The new law went into effect July 1 in an important victory in the ongoing battle to defend reproductive rights in Virginia and across the country.
A new law championed by Democrats in Virginia will protect the privacy of people who use smartphone apps to keep track of their periods.
Since July 1, the new state law has prohibited law enforcement from searching and seizing menstrual health data. Sponsors of the legislation, state Sen. Barbara Favola of Arlington and state Del. Vivian Watts of Fairfax County, said the legal protection is needed as conservatives across the country ramp up their crackdown on reproductive rights in the wake of the overturning of Roe v. Wade.
Nearly a third of women in the US use an app to track their menstrual cycles, and it’s common for people to want to change the timing of when they get their periods. Advocates feared that such data could be used to accuse women of having abortions.
“That change in her menstrual cycle could be misinterpreted as for some reason her menstrual cycle stopped, got delayed, therefore she must have had an early-term abortion,” Watts said in an interview with Dogwood. “That is the issue that is at stake as far as protecting this kind of what I’m going to call harassment on your personal decisions.”
Advocates feared period tracker data could be used to enforce a possible national abortion ban, a retrograde policy once supported by Republican Vice Presidential nominee JD Vance. With both chambers of Congress in play and a competitive presidential race this fall, defenders of reproductive rights need to be vigilant when they head to the polls, said Favola.
“If there is a Republican US House, Republican Senate, and if Trump wins, they will have a trifecta and they will in fact have the ability to pass an abortion ban,” Favola said in an interview with Dogwood. “I don’t think for a minute that they’re not going to try.”
Gov. Glenn Youngkin supported the period tracker data legislation this year, but that was not the case a year ago when his administration raised concerns about a similar measure that ultimately died in Virginia’s House of Delegates. The Youngkin administration’s opposition to the bill in 2023 made headlines across the country and was mocked on The Late Show with Stephen Colbert. It was a bad look that may have paved the way for Youngking getting on board with the legislation this year.

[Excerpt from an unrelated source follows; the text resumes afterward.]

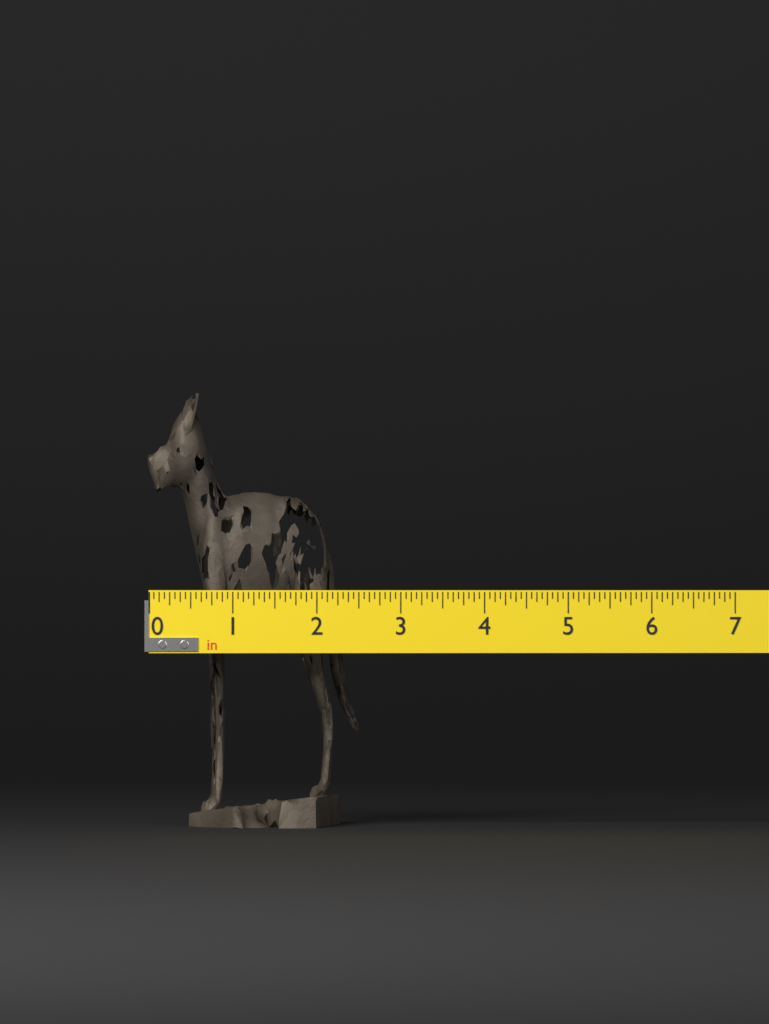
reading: 2.5625 in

“The Republicans have all these conflicting principles – small government, individual privacy, individual responsibility,” Favola said. “On the other hand, if they want to apply some cultural policy, all the principles I just said go out the door and they’re in your face, in your pocketbook, in your bedroom.”

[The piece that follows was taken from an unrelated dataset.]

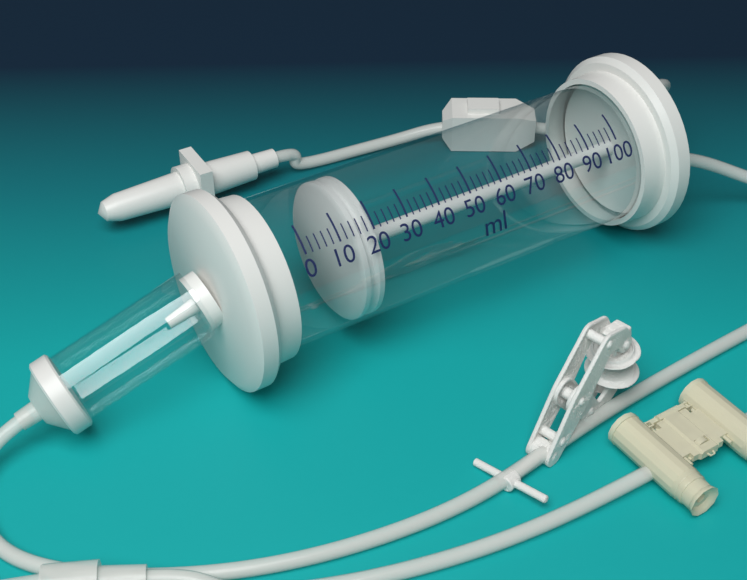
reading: 14 ml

Having succeeded in protecting menstrual health data in Virginia, state advocates and lawmakers are gearing up for a bigger fight in the years to come: a constitutional amendment protecting people’s right to an abortion.
Amendments to Virginia’s constitution must pass with a majority in both state legislative chambers in two different General Assembly sessions and then be approved by a majority of voters in a statewide referendum. Reproductive rights advocates hope to clear the first hurdle in the 2025 General Assembly session and have the amendment added to the Virginia constitution in 2026.
People who took reproductive rights for granted before the US Supreme Court took away the constitutional right to an abortion with the overturning of Roe are fired up to make sure their rights are not further eroded, said Del. Marcia “Cia” Price of Newport News in an interview with Dogwood.
“We really have to remember that these rights are still young,” Price said. “They need to be protected.”